How to Migrate Business Data Without Losing Your Records
Step-by-step data migration for UK businesses — stock masters, customer records, and how to move systems without breaking operations.
July 2026 · 11 min read

Data loss is rarely total deletion. It is usually silent corruption: wrong mappings, duplicated entities, and records that look valid until operations rely on them.
What migration success actually means
Successful ERP data migrationA move where critical records are complete, accurate, reconciled, and usable in live workflows on day one, with auditable traceability from source to destination.
Migration quality should be measured against business continuity metrics: order processing, invoice accuracy, stock confidence, and reporting reliability. Technology choices matter, but governance matters more. If your migration also impacts workflows, combine it with custom software and automation planning.
The five migration phases
| Phase | Core activity | Output | Risk controlled |
|---|---|---|---|
| Discovery | Data profiling and system mapping | Entity map and quality baseline | Unknown source complexity |
| Design | Field mapping and transformation rules | Approved migration specification | Semantic mismatches |
| Test runs | Dry migrations with reconciliation | Defect log and corrected logic | Cutover surprises |
| Cutover | Production migration and validation | Signed reconciliation report | Operational downtime overruns |
| Hypercare | Post-go-live fixes and monitoring | Stabilised operations dashboard | Latent data defects |
Data classes and tolerance rules
| Data class | Examples | Tolerance target | Validation method |
|---|---|---|---|
| Financial | Invoices, VAT codes, balances | 0% unexplained variance | Ledger and trial balance reconciliation |
| Operational core | Products, stock levels, open orders | 0.1% max discrepancy | Count and value cross-checks |
| Customer master | Accounts, contacts, terms | 1% manual review threshold | Duplicate and key-field audits |
| Historical archive | Closed orders, old tickets | Higher tolerance acceptable | Sampling and reference checks |
Pre-cutover checklist
Go-live readiness checks
Source systems frozen with clear extraction timestamp.
Transformation scripts versioned and peer reviewed.
Dry run completed with signed reconciliation outcomes.
Fallback plan documented and owner-assigned.
User acceptance checks passed on high-risk workflows.
Communication plan sent to internal teams and key customers.
Common failure patterns to prevent
- Merging fields with similar names but different business meaning.
- Ignoring inactive records that still affect downstream logic.
- No ownership for master data after migration completes.
- Cutover scheduled without realistic contingency windows.
- Validation done by IT only without finance and operations sign-off.
Governance model for migration control
Assign three named owners before any test run: technical migration lead, finance validation owner, and operations acceptance owner. Each should have explicit approval authority and escalation channels. Without this, defects become discussion points instead of decisions.

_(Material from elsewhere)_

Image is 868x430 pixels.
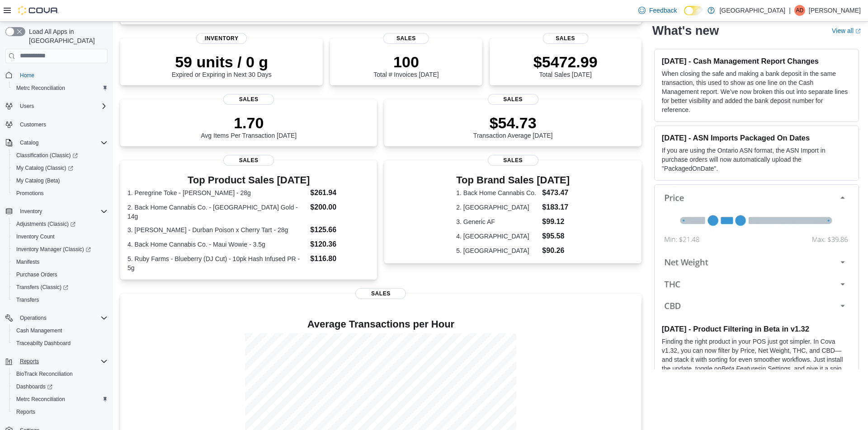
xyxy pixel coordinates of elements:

| Role | Decision rights | Weekly output |
|---|---|---|
| Technical migration lead | Owns extraction, transformation, and load integrity | Defect burn-down and run completion report |
| Finance validation owner | Approves ledger and balance reconciliation | Variance log and sign-off status |
| Operations acceptance owner | Approves usability of stock and order workflows | Process readiness and exception review |
Real-world lesson from a data migration project
A ERP integration project highlighted a familiar issue: catalogue and process quality directly affect migration confidence. Before wider transformation, data structure and record quality were improved so operational outcomes were dependable.
Cutover day runbook essentials
- Execute source freeze and hash verification.

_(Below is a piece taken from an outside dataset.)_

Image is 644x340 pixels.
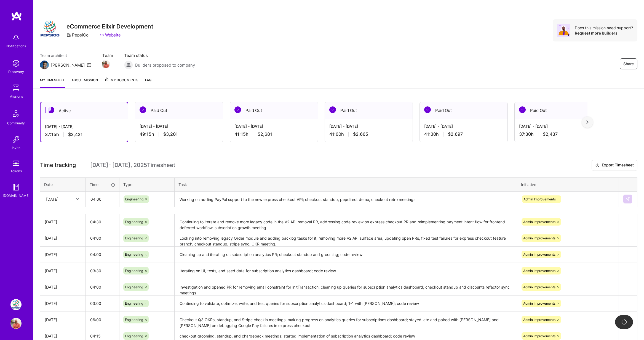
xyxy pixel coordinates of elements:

- Run extraction and transformation with logged checkpoints.
- Load destination in sequenced dependency order.
- Perform reconciliation against predefined tolerance pack.
- Authorize go-live only after business owners sign off.
- Start hypercare dashboard and issue triage workflow.
Next in this series
Day 10 shows how to automate repetitive admin tasks step by step once your data foundation is reliable.
Frequently asked questions
- How do I migrate ERP data without losing records?
- Use phased migration with documented mappings, repeated test runs, strict reconciliation thresholds, and business sign-off before cutover. Treat migration as an operations project, not only an IT task.
- What data should be validated first during migration?
- Prioritise financial ledgers, stock values, open orders, and customer account terms. These records have the highest business impact if corrupted.
- Should we migrate all historical data?
- Not always. Many SMBs migrate critical active data and archive older records separately to reduce risk, timeline, and cost while preserving audit access.
- How long does an SMB ERP migration typically take?
- Smaller scoped migrations can take 6-12 weeks. Broader multi-entity migrations usually require 3-9 months depending on data quality and integration complexity.
- What is the biggest migration mistake?
- Skipping reconciliation discipline. If teams do not define tolerance rules and owner sign-off in advance, hidden defects reach production and disrupt operations.